Eisgruber details forces reshaping higher education

Christopher L. Eisgruber

Christopher L. Eisgruber

Photo by Denise Applewhite

Higher education is being reshaped by concerns about cost and quality, intertwined with growing interest in online technology and more intrusive regulations, Princeton Provost and President-elect Christopher L. Eisgruber said Friday.

The changes present challenges and opportunities for Princeton and the sector as a whole, he said in a speech titled "The Changing Landscape of Higher Education: MOOCs, Money and the Future of Liberal Arts Education." Eisgruber, who will become president of the University July 1, delivered the Donald S. Bernstein '75 Lecture in Dodds Auditorium, Robertson Hall, to faculty, students and a large contingent of alumni on campus for Reunions.

He said the cost of higher education is driving much of the change. And although about a third of all college graduates nationally — and 75 percent of Princeton graduates — leave school with no debt, many families may be near the limit of how much they are able, or willing, to spend on a college education despite its long-term returns, he said.

"For that reason, all of us who care about higher education need to be looking for solutions that can enable colleges and universities to find more cost-effective ways to provide good quality education," Eisgruber said. "In many parts of higher education, traditional funding models are at a breaking point, and unless we can find new models, quality will slip."

That concern has helped fuel interest in online education, he said, including "Massive Open Online Courses" known as MOOCs. "The question whether or not technology can change the landscape of higher education in good ways rather than bad ones is going to come down to whether it can not only reduce cost — which it can do — but whether or not it can enhance quality and whether or not we as institutions, citizens and policymakers can shape technology in ways that enhance quality," Eisgruber said. "And in education, quality is all about creating and sustaining engagement."

He cited the experiences available to Princeton students as examples of such engagement.

"The senior thesis — that's about student engagement in learning, discovery and, in the best cases, a personal relationship with a faculty member," he said. "Precepts and now freshman seminars — those are about independent thinking and student-faculty contact. Residential life, from the chapel to the athletic fields to the eating clubs, is about engaging students with one another and with mentors in a myriad of ways that interlace with the academic work of the campus."

But engagement is expensive, he said, because it relies on students having frequent, close contact with faculty members — resulting in high labor costs.

"The key question about technology is whether or not it can increase or sustain the kind of contact or engagement that is essential for learning, rather than simply putting more distance between students and teachers," Eisgruber said.

Pursuing answers to such questions is part of the reason Princeton has begun offering a few courses free online through Coursera, he said, and much remains to be learned.

"This much is clear. This experiment has been a success [because] the faculty members participating in these Coursera courses have been energized by that opportunity to reimagine how they teach their classes," Eisgruber said.

The forces changing higher education raise two important questions for Princeton and higher education policy, he said.

The first — and most important to Princeton — is how to maximize engagement for all students. The second — focused on policy and higher education in general — is how to measure success and demonstrate the value of a student's education.

"We have plenty of evidence that engagement increases value," he said. "But in order to be able to talk about this in connection with the cost problem I described earlier we have to be able to talk about which forms of engagement are most cost-effective. That in turn requires us to be more explicit about what we are trying to achieve with various forms of education in this country, what cost-effective means for accomplishing specific goals, and what those goals ought to be. "

Regulators are struggling to adapt measures of educational quality to new forms of instruction, he said, which has contributed to misguided calls for standardized testing for college students.

"Black binders of data, standardized testing at the college level, new bureaucratic red tape: those aren't engines of learning," he said. "They do not promise engagement. They do not promote engagement. They stifle it."

In response, Eisgruber said, Princeton has been working with other colleges and universities to focus measurements on evidence of the student learning experience, student academic performance and post-graduation outcomes.

"Shaping the change won't be easy," Eisgruber said. "It will require us to become more articulate about the goals of higher education and more precise about how to measure progress toward those goals. It's going to require public leadership, including from universities like this one that are well-positioned to make the case for liberal arts education.

"And, make no mistake about it, it will require substantial government investment. The reason is simple: education requires engagement; engagement is expensive; and there is no way to pay for the education this country needs without substantial government investment."

Eisgruber closed with a call for increased support for public universities, saying reductions in funding have put "a great system of universities at risk."

"We as a society depend for our future on the public universities that, along with Princeton and other private universities, will help us educate the next generation of leaders," he said. "I ask you to join me in recognizing that, in the decade to come, one of the most important things that we as Princetonians can do to be 'in the nation's service' is to continue not only to support our own University but to make the case for this country's public universities."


*DIRECTIONS FOR THIS TASK*. Scan the data below and copy each line where "Confirmar" occurs.

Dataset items
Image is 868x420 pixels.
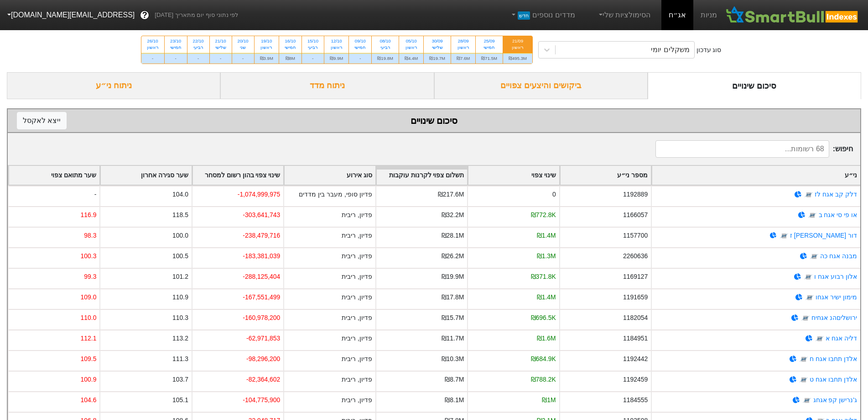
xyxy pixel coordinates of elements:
div: ₪71.5M [476,53,503,63]
a: דלק קב אגח לז [815,190,857,198]
div: 21/10 [215,37,227,44]
div: פדיון, ריבית [342,251,373,260]
div: ₪19.9M [442,272,465,282]
span: חדש [518,12,530,19]
div: ₪684.9K [531,354,556,363]
div: 20/10 [238,37,249,44]
img: tase link [801,313,810,322]
a: מבנה אגח כה [820,252,857,259]
div: סיכום שינויים [17,113,852,128]
a: או פי סי אגח ב [819,211,857,218]
div: פדיון, ריבית [342,231,373,240]
div: ₪772.8K [531,210,556,220]
div: משקלים יומי [651,44,689,55]
div: 116.9 [81,210,97,220]
div: 12/10 [330,37,343,44]
div: 19/10 [260,37,274,44]
div: רביעי [193,44,204,51]
div: פדיון, ריבית [342,354,373,363]
div: -303,641,743 [243,210,280,220]
div: 100.5 [173,251,188,260]
div: - [187,53,209,63]
a: דליה אגח א [826,334,857,341]
div: 1184951 [623,334,648,343]
div: 109.0 [81,292,97,302]
div: פדיון, ריבית [342,292,373,302]
div: פדיון, ריבית [342,395,373,405]
div: ₪217.6M [438,189,464,199]
div: ₪788.2K [531,375,556,384]
div: 1192889 [623,189,648,199]
div: 111.3 [173,354,188,363]
div: 25/09 [481,37,497,44]
div: שלישי [215,44,227,51]
div: רביעי [377,44,394,51]
div: 110.0 [81,312,97,322]
a: אלדן תחבו אגח ט [809,376,857,383]
div: Toggle SortBy [652,165,860,185]
div: ₪19.7M [423,53,450,63]
div: Toggle SortBy [101,165,191,185]
div: חמישי [354,44,366,51]
div: 100.9 [81,375,97,384]
div: 1192459 [623,375,648,384]
img: tase link [800,355,808,363]
div: ₪9.9M [325,53,349,63]
div: 1169127 [623,272,648,282]
div: ₪7.6M [451,53,475,63]
div: חמישי [481,44,497,51]
div: פדיון, ריבית [342,210,373,220]
div: 22/10 [193,37,204,44]
div: Toggle SortBy [9,165,100,185]
span: לפי נתוני סוף יום מתאריך [DATE] [155,11,238,19]
div: ₪3.9M [254,53,278,63]
div: ניתוח מדד [221,72,434,99]
div: ₪17.8M [442,292,465,302]
div: ₪32.2M [442,210,465,220]
div: 101.2 [173,272,188,282]
div: -160,978,200 [243,312,280,322]
a: הסימולציות שלי [593,6,655,24]
div: - [232,53,254,63]
div: 0 [552,189,556,199]
div: 21/09 [509,37,527,44]
div: 1157700 [623,231,648,240]
div: 109.5 [81,354,97,363]
div: ראשון [404,44,418,51]
div: ניתוח ני״ע [7,72,221,99]
div: ₪1.4M [537,231,556,240]
div: ₪371.8K [531,272,556,282]
div: ₪8.1M [445,395,464,405]
div: 113.2 [173,334,188,343]
div: 28/09 [457,37,470,44]
div: ₪28.1M [442,231,465,240]
div: 104.6 [81,395,97,405]
div: סוג עדכון [697,45,722,55]
img: tase link [805,190,813,199]
div: ₪8.7M [445,375,464,384]
div: ₪4.4M [399,53,423,63]
div: -82,364,602 [247,375,280,384]
img: tase link [806,293,814,302]
div: -62,971,853 [247,334,280,343]
div: 1184555 [623,395,648,405]
div: ₪1.4M [537,292,556,302]
div: - [8,185,100,206]
div: ראשון [147,44,158,51]
div: 05/10 [404,37,418,44]
div: פדיון, ריבית [342,375,373,384]
div: ראשון [509,44,527,51]
div: 26/10 [147,37,158,44]
input: 68 רשומות... [656,140,830,158]
div: - [302,53,324,63]
a: ג'נרישן קפ אגחג [813,396,857,404]
div: -98,296,200 [247,354,280,363]
div: פדיון סופי, מעבר בין מדדים [299,189,372,199]
a: דור [PERSON_NAME] ז [790,232,857,239]
div: 110.3 [173,312,188,322]
div: 08/10 [377,37,394,44]
div: ₪1M [542,395,556,405]
div: 110.9 [173,292,188,302]
div: ראשון [330,44,343,51]
div: Toggle SortBy [376,165,468,185]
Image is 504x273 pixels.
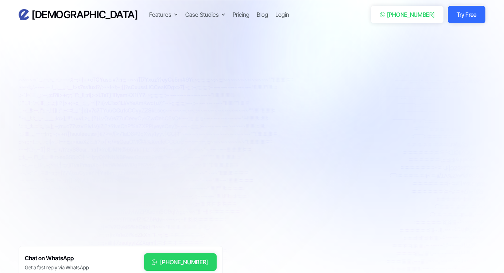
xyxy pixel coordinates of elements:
[387,10,435,19] div: [PHONE_NUMBER]
[371,6,444,23] a: [PHONE_NUMBER]
[233,10,250,19] a: Pricing
[160,258,208,267] div: [PHONE_NUMBER]
[144,254,217,271] a: [PHONE_NUMBER]
[276,10,289,19] a: Login
[185,10,219,19] div: Case Studies
[149,10,178,19] div: Features
[448,6,486,23] a: Try Free
[25,264,89,272] div: Get a fast reply via WhatsApp
[32,8,138,21] h3: [DEMOGRAPHIC_DATA]
[149,10,172,19] div: Features
[257,10,268,19] a: Blog
[25,254,89,264] h6: Chat on WhatsApp
[185,10,226,19] div: Case Studies
[19,8,138,21] a: home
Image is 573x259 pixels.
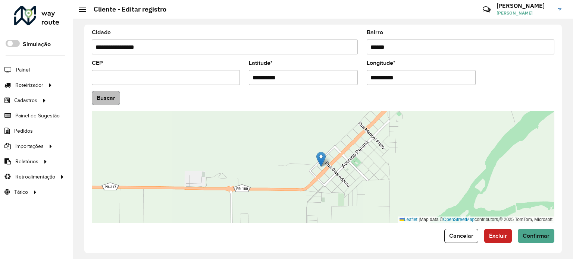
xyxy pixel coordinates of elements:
[15,81,43,89] span: Roteirizador
[523,233,549,239] span: Confirmar
[367,59,395,68] label: Longitude
[249,59,273,68] label: Latitude
[444,229,478,243] button: Cancelar
[400,217,417,222] a: Leaflet
[92,59,103,68] label: CEP
[367,28,383,37] label: Bairro
[479,1,495,18] a: Contato Rápido
[14,97,37,104] span: Cadastros
[419,217,420,222] span: |
[15,143,44,150] span: Importações
[23,40,51,49] label: Simulação
[449,233,473,239] span: Cancelar
[518,229,554,243] button: Confirmar
[15,173,55,181] span: Retroalimentação
[443,217,475,222] a: OpenStreetMap
[497,2,552,9] h3: [PERSON_NAME]
[92,28,111,37] label: Cidade
[92,91,120,105] button: Buscar
[86,5,166,13] h2: Cliente - Editar registro
[14,127,33,135] span: Pedidos
[16,66,30,74] span: Painel
[15,112,60,120] span: Painel de Sugestão
[316,152,326,167] img: Marker
[484,229,512,243] button: Excluir
[14,188,28,196] span: Tático
[489,233,507,239] span: Excluir
[398,217,554,223] div: Map data © contributors,© 2025 TomTom, Microsoft
[497,10,552,16] span: [PERSON_NAME]
[15,158,38,166] span: Relatórios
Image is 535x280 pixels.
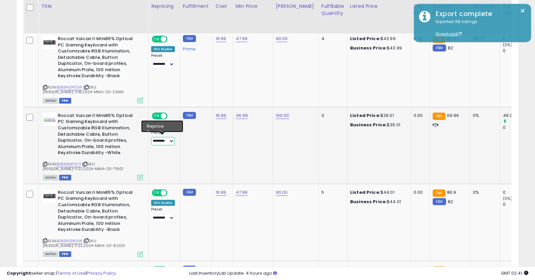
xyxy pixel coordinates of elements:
[350,36,405,42] div: $43.99
[43,175,58,180] span: All listings currently available for purchase on Amazon
[236,3,270,10] div: Min Price
[430,19,526,37] div: Exported 69 listings.
[350,113,405,119] div: $39.01
[151,130,175,145] div: Preset:
[183,44,208,52] div: Prime
[413,190,424,196] div: 0.00
[432,190,445,197] small: FBA
[503,196,512,201] small: (0%)
[43,113,143,179] div: ASIN:
[152,36,161,42] span: ON
[59,175,71,180] span: FBM
[166,36,177,42] span: OFF
[152,113,161,119] span: ON
[151,207,175,222] div: Preset:
[321,190,342,196] div: 5
[43,113,56,126] img: 41-Nzf2VTsL._SL40_.jpg
[151,200,175,206] div: Win BuyBox
[350,45,387,51] b: Business Price:
[276,189,288,196] a: 90.00
[43,98,58,104] span: All listings currently available for purchase on Amazon
[58,36,139,81] b: Roccat Vulcan II Mini65% Optical PC Gaming Keyboard with Customizable RGB Illumination, Detachabl...
[448,45,453,51] span: 82
[321,3,344,17] div: Fulfillable Quantity
[413,3,427,17] div: Ship Price
[321,113,342,119] div: 3
[350,190,405,196] div: $44.01
[435,31,462,37] a: Download
[503,3,527,17] div: Total Rev.
[236,189,248,196] a: 47.99
[87,270,116,276] a: Privacy Policy
[216,112,226,119] a: 19.99
[413,113,424,119] div: 0.00
[276,35,288,42] a: 90.00
[59,251,71,257] span: FBM
[43,161,123,171] span: | SKU: [PERSON_NAME]-11.22.2024-MMA-20-71601
[413,36,424,42] div: 0.00
[350,199,405,205] div: $44.01
[151,123,173,129] div: Set To Min
[501,270,528,276] span: 2025-09-8 02:41 GMT
[350,35,380,42] b: Listed Price:
[43,238,125,248] span: | SKU: [PERSON_NAME]-11.22.2024-MMA-20-82021
[520,7,525,15] button: ×
[43,190,143,256] div: ASIN:
[216,35,226,42] a: 19.99
[276,112,289,119] a: 100.00
[350,199,387,205] b: Business Price:
[151,3,177,10] div: Repricing
[166,113,177,119] span: OFF
[56,85,82,90] a: B0B9NZP63W
[430,9,526,19] div: Export complete
[236,35,248,42] a: 47.99
[183,112,196,119] small: FBM
[473,190,495,196] div: 0%
[447,189,456,196] span: 86.9
[43,85,124,95] span: | SKU: [PERSON_NAME]-11.18.2024-MMA-20-23661
[432,113,445,120] small: FBA
[216,189,226,196] a: 19.99
[350,189,380,196] b: Listed Price:
[166,190,177,196] span: OFF
[448,199,453,205] span: 82
[183,35,196,42] small: FBM
[43,190,56,203] img: 31QJchMzAML._SL40_.jpg
[503,48,530,54] div: 0
[350,122,387,128] b: Business Price:
[43,36,143,103] div: ASIN:
[57,270,86,276] a: Terms of Use
[151,53,175,69] div: Preset:
[503,202,530,208] div: 0
[58,113,139,158] b: Roccat Vulcan II Mini65% Optical PC Gaming Keyboard with Customizable RGB Illumination, Detachabl...
[236,112,248,119] a: 46.99
[473,3,497,17] div: BB Share 24h.
[350,112,380,119] b: Listed Price:
[58,190,139,235] b: Roccat Vulcan II Mini65% Optical PC Gaming Keyboard with Customizable RGB Illumination, Detachabl...
[447,112,459,119] span: 69.99
[189,270,528,277] div: Last InventoryLab Update: 4 hours ago.
[432,198,446,205] small: FBM
[43,36,56,49] img: 31QJchMzAML._SL40_.jpg
[183,189,196,196] small: FBM
[56,238,82,244] a: B0B9NZP63W
[183,3,210,10] div: Fulfillment
[276,3,316,10] div: [PERSON_NAME]
[503,113,530,119] div: 49.01
[473,113,495,119] div: 0%
[503,125,530,131] div: 0
[56,161,81,167] a: B0B99MT4Y3
[151,46,175,52] div: Win BuyBox
[7,270,31,276] strong: Copyright
[432,44,446,51] small: FBM
[152,190,161,196] span: ON
[350,122,405,128] div: $39.01
[350,3,408,10] div: Listed Price
[503,42,512,47] small: (0%)
[7,270,116,277] div: seller snap | |
[503,190,530,196] div: 0
[350,45,405,51] div: $43.99
[41,3,145,10] div: Title
[321,36,342,42] div: 4
[432,3,467,17] div: Current Buybox Price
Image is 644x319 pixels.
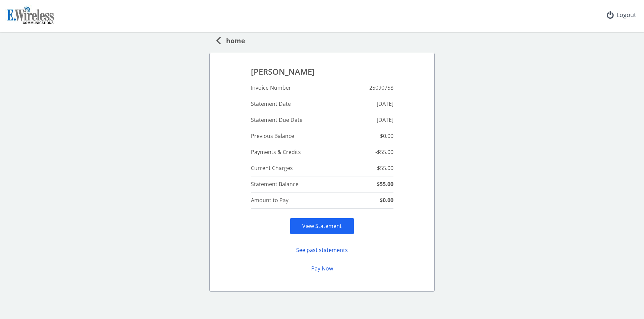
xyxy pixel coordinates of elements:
[251,64,393,80] td: [PERSON_NAME]
[346,144,393,160] td: -$55.00
[251,128,346,144] td: Previous Balance
[346,193,393,209] td: $0.00
[221,33,245,46] span: home
[346,80,393,96] td: 25090758
[251,80,346,96] td: Invoice Number
[251,144,346,160] td: Payments & Credits
[346,160,393,177] td: $55.00
[251,177,346,193] td: Statement Balance
[346,96,393,112] td: [DATE]
[290,262,354,275] button: Pay Now
[251,160,346,177] td: Current Charges
[346,128,393,144] td: $0.00
[251,193,346,209] td: Amount to Pay
[251,112,346,128] td: Statement Due Date
[290,218,354,234] div: View Statement
[302,223,342,230] a: View Statement
[346,112,393,128] td: [DATE]
[251,96,346,112] td: Statement Date
[290,244,354,257] button: See past statements
[346,177,393,193] td: $55.00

*TASK RESULT*.
[523,233,549,239] span: Confirmar
[518,229,554,243] button: Confirmar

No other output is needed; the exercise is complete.